REVIEW: Creators, Innovators & Dreamers @ Fawick Gallery 9/12/11

 

REVIEW: Creators, Innovators & Dreamers @ Fawick Gallery 9/12/11

 

Are the days of “high art” over? If so, the artists showcased in “Creators, Innovators and Dreamers” don’t seem to know it. The show’s a product of the Cuyahoga County Community Partnership for Arts and Culture (your cigarette taxes at work). It’s described as an “investment in greater Cleveland’s leading artists” through the Creative Workforce Fellowship program.

 

Based on the variety (of both approach and materials) seen in these works by this year’s fellows, today’s art ignores labels intended to neatly categorize art and place it into little boxes of propriety. But hasn’t that always been the case? Scandal and new art seem lifelong partners (think of the outrage that still attends Jackson Pollack and his paint can splashes).

 

That said, two more traditional works brought me back for second and third looks: Randall Tiedman’s vast painted landscapes — dreamscapes seemingly spun from visions of the Flats and its deserted factories; and Roberta Williamson’s carefully crafted desk full of mementos from the past [pictured].

 

But all showed spark and imagination and why art still matters. Other winners displaying their projects are William Brouillard, Laura Cooperman, Stephanie Craig, Matthew Hollern, Michel Ina, Brian Andrew Jasinski, Kasumi, Michael Loderstedt, George Mauersberger, Paul O’Keeffe, Michael Romanik, Sai Sinbondit, Mark Slankard, Niki Smith, Douglas Max Utter, Jonathan Wayne, Brent Kee Young, and Stephen Yusko. For more information about these artists and their creations see http://CPACBiz.org/FellowsBios.pdf.

 

There are a few more days to see this free show (it continues until Sat 9/30) in the Fawick Gallery, Kleist Center for Art & Drama at Baldwin-Wallace College in Berea. For more information on the “Creators, Innovators and Dreamers” art exhibit and upcoming exhibits, call 440-826-2152.

 

PS: When the cigarette tax passed several years ago people might have wondered how Cuyahoga County citizens would actually benefit from the new funds directed to Cuyahoga County Arts and Culture (CAC). So far, it looks good, at least as far as how much money goes directly to support art and artists (95% according to the organization’s website). For more about Cuyahoga Arts and Culture see http://CACGrants.org.

 

 

Laura Kennelly is a freelance arts journalist, a member of the Music Critics Association of North America, and an associate editor of BACH, a scholarly journal devoted to J. S. Bach and his circle.

Listening to and learning more about music has been a life-long passion. She knows there’s no better place to do that than the Cleveland area.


- **Problem details**
Where in the records does the word "frequency" occur? Copy each line in which it does.
=== Begin Enclosure ===
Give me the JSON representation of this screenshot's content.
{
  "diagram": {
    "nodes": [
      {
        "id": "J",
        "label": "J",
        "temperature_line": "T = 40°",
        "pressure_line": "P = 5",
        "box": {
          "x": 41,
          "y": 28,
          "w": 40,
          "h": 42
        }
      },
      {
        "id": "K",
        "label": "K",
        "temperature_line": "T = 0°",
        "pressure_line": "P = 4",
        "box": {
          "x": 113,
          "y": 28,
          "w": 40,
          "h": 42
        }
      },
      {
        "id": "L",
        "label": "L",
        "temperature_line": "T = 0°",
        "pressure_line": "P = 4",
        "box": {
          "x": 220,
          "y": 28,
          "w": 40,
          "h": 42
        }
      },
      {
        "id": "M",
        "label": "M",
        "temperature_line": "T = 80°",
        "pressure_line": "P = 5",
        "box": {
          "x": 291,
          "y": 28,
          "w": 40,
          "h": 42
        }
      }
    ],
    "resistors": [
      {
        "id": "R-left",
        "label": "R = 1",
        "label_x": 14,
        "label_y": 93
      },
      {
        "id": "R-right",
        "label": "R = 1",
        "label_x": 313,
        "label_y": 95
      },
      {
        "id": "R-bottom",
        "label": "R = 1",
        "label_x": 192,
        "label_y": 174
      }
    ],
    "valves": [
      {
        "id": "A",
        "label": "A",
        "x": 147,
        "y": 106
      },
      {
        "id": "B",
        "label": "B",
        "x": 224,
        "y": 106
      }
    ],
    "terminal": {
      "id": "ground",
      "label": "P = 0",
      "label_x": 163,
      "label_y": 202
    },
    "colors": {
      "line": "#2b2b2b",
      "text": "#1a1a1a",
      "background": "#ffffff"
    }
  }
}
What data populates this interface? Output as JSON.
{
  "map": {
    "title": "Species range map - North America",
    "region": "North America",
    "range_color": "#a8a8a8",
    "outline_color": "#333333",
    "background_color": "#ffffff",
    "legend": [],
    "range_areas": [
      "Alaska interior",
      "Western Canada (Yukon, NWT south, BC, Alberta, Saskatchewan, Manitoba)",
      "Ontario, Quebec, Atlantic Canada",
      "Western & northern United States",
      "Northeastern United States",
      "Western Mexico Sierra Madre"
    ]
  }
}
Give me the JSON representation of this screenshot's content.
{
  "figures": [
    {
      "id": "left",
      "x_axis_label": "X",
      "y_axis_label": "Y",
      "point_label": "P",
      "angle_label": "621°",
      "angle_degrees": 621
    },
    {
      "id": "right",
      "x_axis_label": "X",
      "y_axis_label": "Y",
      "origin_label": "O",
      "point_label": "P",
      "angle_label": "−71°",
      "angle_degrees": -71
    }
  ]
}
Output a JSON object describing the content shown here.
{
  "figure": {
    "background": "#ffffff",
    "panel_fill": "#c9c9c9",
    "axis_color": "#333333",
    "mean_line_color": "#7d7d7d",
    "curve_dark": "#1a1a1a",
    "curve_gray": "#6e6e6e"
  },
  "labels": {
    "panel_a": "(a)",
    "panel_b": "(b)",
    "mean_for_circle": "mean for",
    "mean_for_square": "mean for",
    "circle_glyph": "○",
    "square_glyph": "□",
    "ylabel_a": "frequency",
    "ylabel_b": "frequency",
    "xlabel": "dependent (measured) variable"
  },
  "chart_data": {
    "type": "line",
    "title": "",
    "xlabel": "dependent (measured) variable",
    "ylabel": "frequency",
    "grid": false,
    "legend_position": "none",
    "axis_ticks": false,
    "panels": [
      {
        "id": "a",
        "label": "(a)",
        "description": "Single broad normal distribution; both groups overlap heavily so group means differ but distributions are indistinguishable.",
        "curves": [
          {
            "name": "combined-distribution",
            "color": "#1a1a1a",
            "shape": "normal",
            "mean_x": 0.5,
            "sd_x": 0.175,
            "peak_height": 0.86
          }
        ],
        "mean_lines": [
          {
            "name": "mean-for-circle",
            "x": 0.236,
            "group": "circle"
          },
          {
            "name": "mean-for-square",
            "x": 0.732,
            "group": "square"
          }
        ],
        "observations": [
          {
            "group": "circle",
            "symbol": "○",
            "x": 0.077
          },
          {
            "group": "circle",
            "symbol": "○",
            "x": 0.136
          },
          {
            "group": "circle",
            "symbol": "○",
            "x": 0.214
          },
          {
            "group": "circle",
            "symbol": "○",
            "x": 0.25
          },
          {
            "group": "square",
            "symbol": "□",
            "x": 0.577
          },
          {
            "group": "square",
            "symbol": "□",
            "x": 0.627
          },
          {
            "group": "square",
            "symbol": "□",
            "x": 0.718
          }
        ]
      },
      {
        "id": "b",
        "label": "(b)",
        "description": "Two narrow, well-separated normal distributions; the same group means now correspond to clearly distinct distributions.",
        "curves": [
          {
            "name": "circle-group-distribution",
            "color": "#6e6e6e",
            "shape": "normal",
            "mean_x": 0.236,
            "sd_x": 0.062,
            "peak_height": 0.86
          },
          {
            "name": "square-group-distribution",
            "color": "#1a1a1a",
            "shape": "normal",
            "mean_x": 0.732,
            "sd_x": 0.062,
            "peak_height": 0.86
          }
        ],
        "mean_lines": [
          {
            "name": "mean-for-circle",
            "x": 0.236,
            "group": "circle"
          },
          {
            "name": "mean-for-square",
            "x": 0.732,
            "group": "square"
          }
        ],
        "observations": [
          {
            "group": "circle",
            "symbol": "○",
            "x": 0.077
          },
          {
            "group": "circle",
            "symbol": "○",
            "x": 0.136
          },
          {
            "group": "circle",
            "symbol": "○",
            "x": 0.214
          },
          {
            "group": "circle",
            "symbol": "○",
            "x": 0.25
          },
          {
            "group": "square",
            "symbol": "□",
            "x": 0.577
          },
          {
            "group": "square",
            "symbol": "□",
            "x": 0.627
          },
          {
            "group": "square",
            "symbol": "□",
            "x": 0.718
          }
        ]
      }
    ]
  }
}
=== End Enclosure ===
- **Solution to this task**
    "ylabel_a": "frequency",
    "ylabel_b": "frequency",
    "ylabel": "frequency",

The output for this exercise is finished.